T-Rex's Brain Was Ready to Fly

CT scans reveal that non-avian dinosaurs had what look like 'bird brains'
By Kevin Spak,  Newser Staff
Posted Jul 31, 2013 2:50 PM CDT
T-Rex's Brain Was Ready to Fly
A replica of a full-length skeleton of Tyrannosaurus rex at the National Science Museum in Tokyo.   (AP Photo/Shuji Kajiyama)

Look! Up in the sky! It's a bird! It's a plane! It's … T-Rex? Not actually, but you'll be forgiven if that's the image left by a new study that found some nonavian dinosaurs—including the lizard king himself—may have had "bird brains" wired for flight. Birds have big brain cavities, especially in the forebrain region, which is what gives them the vision necessary to fly, LiveScience explains.
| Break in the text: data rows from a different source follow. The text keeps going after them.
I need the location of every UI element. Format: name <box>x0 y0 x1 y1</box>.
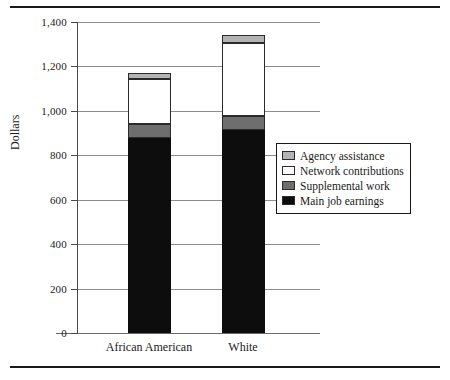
bar-segment-main-job-earnings[interactable] <box>222 130 265 333</box>
y-axis-tick <box>71 333 78 334</box>
x-axis-tick-label: African American <box>106 340 192 355</box>
x-axis-line <box>56 333 320 334</box>
bar-segment-main-job-earnings[interactable] <box>128 138 171 333</box>
y-axis-tick <box>71 200 78 201</box>
y-axis-tick-label: 800 <box>50 149 67 161</box>
figure: Dollars 02004006008001,0001,2001,400 Afr… <box>0 0 450 380</box>
y-axis-tick <box>71 22 78 23</box>
legend-label: Main job earnings <box>300 195 384 207</box>
y-axis-line <box>77 22 78 334</box>
legend-item[interactable]: Main job earnings <box>282 193 404 208</box>
y-axis-tick-label: 1,400 <box>41 16 67 28</box>
gridline <box>78 244 320 245</box>
bar-segment-agency-assistance[interactable] <box>222 35 265 43</box>
gridline <box>78 66 320 67</box>
legend-item[interactable]: Supplemental work <box>282 178 404 193</box>
bar-segment-network-contributions[interactable] <box>128 79 171 125</box>
y-axis-tick-label: 1,200 <box>41 60 67 72</box>
x-axis-tick-label: White <box>228 340 257 355</box>
y-axis-tick-label: 600 <box>50 194 67 206</box>
legend-label: Agency assistance <box>300 150 385 162</box>
bar-segment-supplemental-work[interactable] <box>128 124 171 137</box>
gridline <box>78 22 320 23</box>
top-rule <box>10 6 440 8</box>
bottom-rule <box>10 366 440 368</box>
legend-item[interactable]: Agency assistance <box>282 148 404 163</box>
y-axis-tick <box>71 244 78 245</box>
legend-swatch-icon <box>282 166 295 175</box>
y-axis-tick-label: 400 <box>50 238 67 250</box>
bar-segment-network-contributions[interactable] <box>222 43 265 116</box>
legend: Agency assistanceNetwork contributionsSu… <box>276 143 411 214</box>
y-axis-tick-label: 200 <box>50 283 67 295</box>
y-axis-tick <box>71 289 78 290</box>
legend-item[interactable]: Network contributions <box>282 163 404 178</box>
legend-swatch-icon <box>282 181 295 190</box>
legend-swatch-icon <box>282 196 295 205</box>
y-axis-tick-label: 0 <box>61 327 67 339</box>
legend-swatch-icon <box>282 151 295 160</box>
bar-white[interactable] <box>222 22 265 333</box>
legend-label: Network contributions <box>300 165 404 177</box>
bar-segment-agency-assistance[interactable] <box>128 73 171 79</box>
bar-african-american[interactable] <box>128 22 171 333</box>
y-axis-label: Dollars <box>8 115 23 150</box>
legend-label: Supplemental work <box>300 180 390 192</box>
y-axis-tick <box>71 155 78 156</box>
gridline <box>78 289 320 290</box>
y-axis-tick <box>71 111 78 112</box>
gridline <box>78 111 320 112</box>
y-axis-tick <box>71 66 78 67</box>
y-axis-tick-label: 1,000 <box>41 105 67 117</box>
bar-segment-supplemental-work[interactable] <box>222 116 265 129</box>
Now, scientists have found similar brain cavities in dinosaurs that never actually flew.

"For a long time, bird brains were considered really different than those in other so-called reptiles," says a study co-author. But in cases like this one, bird attributes "can be seen cascading down the tree of life." The finding also takes some of the shine off of Archaeopteryx; until now, it had been held up as a unique transitional species between dinosaurs and birds. Now, it appears it has lots of transitional company. (More dinosaurs stories.)